Each workflow instance may be long-running -- it may involve multiple steps, it might have to wait for humans to engage, it may have to handoff work from one person to another person (or their AI agent). As a result, each workflow instance maintains state to capture the progress of the work between steps. The input and output state data for every step is schematized – it has an expected structure. This structured or schematized state definition is an important part of the workflow plan.

If you are familiar with database applications, you might think of each workflow request being associated with a "structured database row" that gradually gets filled in as the workflow process is executed. For example, an expense report approval workflow might have structured state like this:

  • Input: EmployeeName, ExpenseDate, ExpenseReceipt

  • Step 1 (“Get Details”): ExpenseTotal, LineItems, Taxes

  • Step 2 (“Categorization”): ExpenseCategory

  • Step 3 (“Approval/Rejection”): ApprovalDecision

Each workflow instance is represented by a “row” with 8 properties (EmployeeName, ExpenseDate, ExpenseReceipt, ExpenseTotal, LineItems, Taxes, ExpenseCategory, ApprovalDecision)

More schematization leads to greater AI reliability. The schema or structure of each of these properties is important because it provides important control information to the AI agent. “ExpenseReceipt” is not just any arbitrary data. You may know it will be a link to a file. You might be know that you expect it to be a PDF file. You might know that it contains receipts for expenses in USD. Now, when your AI agent needs to look at and understand a receipt in Step 1, it can do a better job because it knows to expect a PDF file with expenses in a particular currency. Likewise, the ExpenseCategory may not be arbitrary. Your company may have six specific categories and listing those makes the structure much more specific. When your AI agent needs to categorize the expense in Step 2, it will only choose from one of the enumerated categories.

Schematization Elements

Every state property has these different elements of schematization:

  • Name: always pick a semantically meaningful name for the property. Obscure “internal” names (eg: “Property_123”) cannot be interpreted by the AI agents. On the other hand, a name that appropriately captures what it is supposed to represent (eg: “EmployeeName”) helps steer the work of the AI agent.

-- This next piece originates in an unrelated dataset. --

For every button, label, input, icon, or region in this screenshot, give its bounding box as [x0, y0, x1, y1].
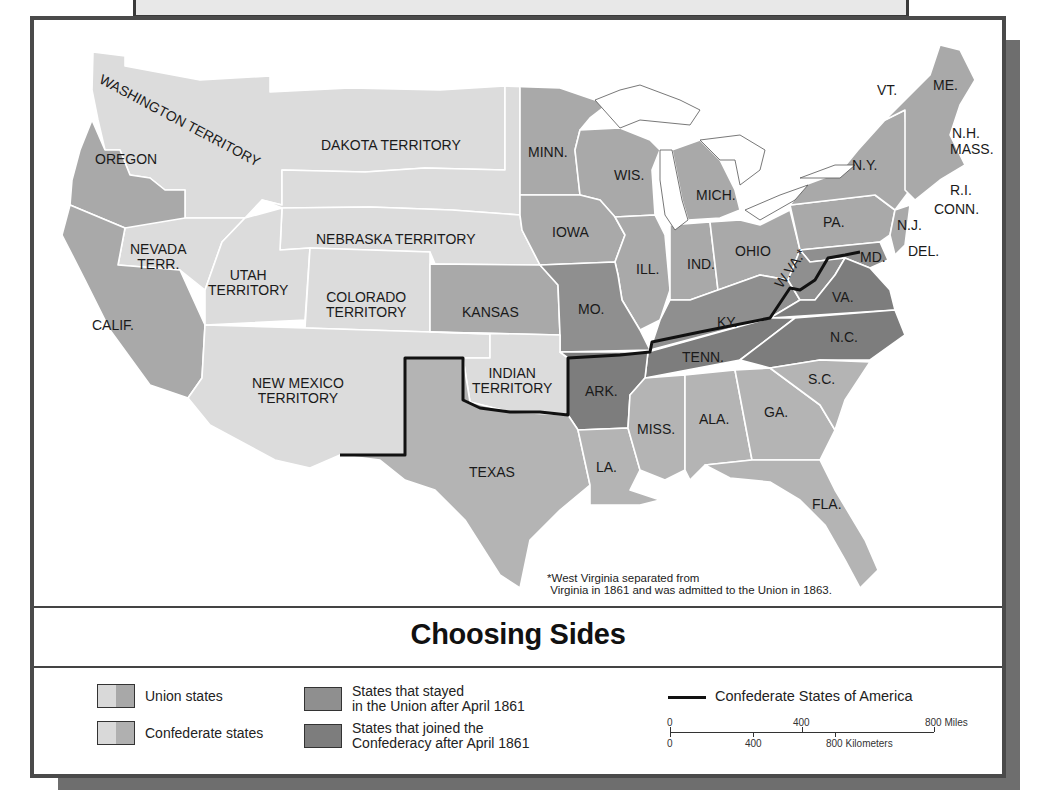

  • Description: The property description is also very important as it is a longer and more detailed way to describe the data that will be persisted in an instance of this property. The description can serve to specialize input properties (eg: “This is a PDF file or 3 or less pages, representing an invoice from one of our Malaysian customers”). It can also serve to constraint the work of the AI agent when it computes and persists output properties (eg: “This property holds the email address of our team sales rep for this customer”.

  • Type: Just as in a database or project system, each property can have a type (Number, Text, File, Image, etc). Thunk.AI supports a growing number of property types. By choosing the most appropriate type, the thunk designer steers the AI agents with additional information, controls the updates of the AI agents to fit the type, and influences the UI presentation of data based on the type. A special kind of type is a List type. If a property is specified to be a List of Text, then the state maintained can be more complex with a nested list maintained for this property.

  • Type Constraints: based on the choice of the type, further type constraints can be specified. For example, a Number can be constrained with min and max values. It is very common for Text to be constrained with a fixed enumeration of allowed values.

  • Required: One special constraint indicates if the property is required or not. This is relevant for the initial input properties of a workflow reqeusts and for the output properties of a workflow step. If one of these properties is marked as “Required”, then it has to be provided in order for work to continue. This becomes an important way to validate the inputs to a workflow, and also to validate if a step has successfully completed.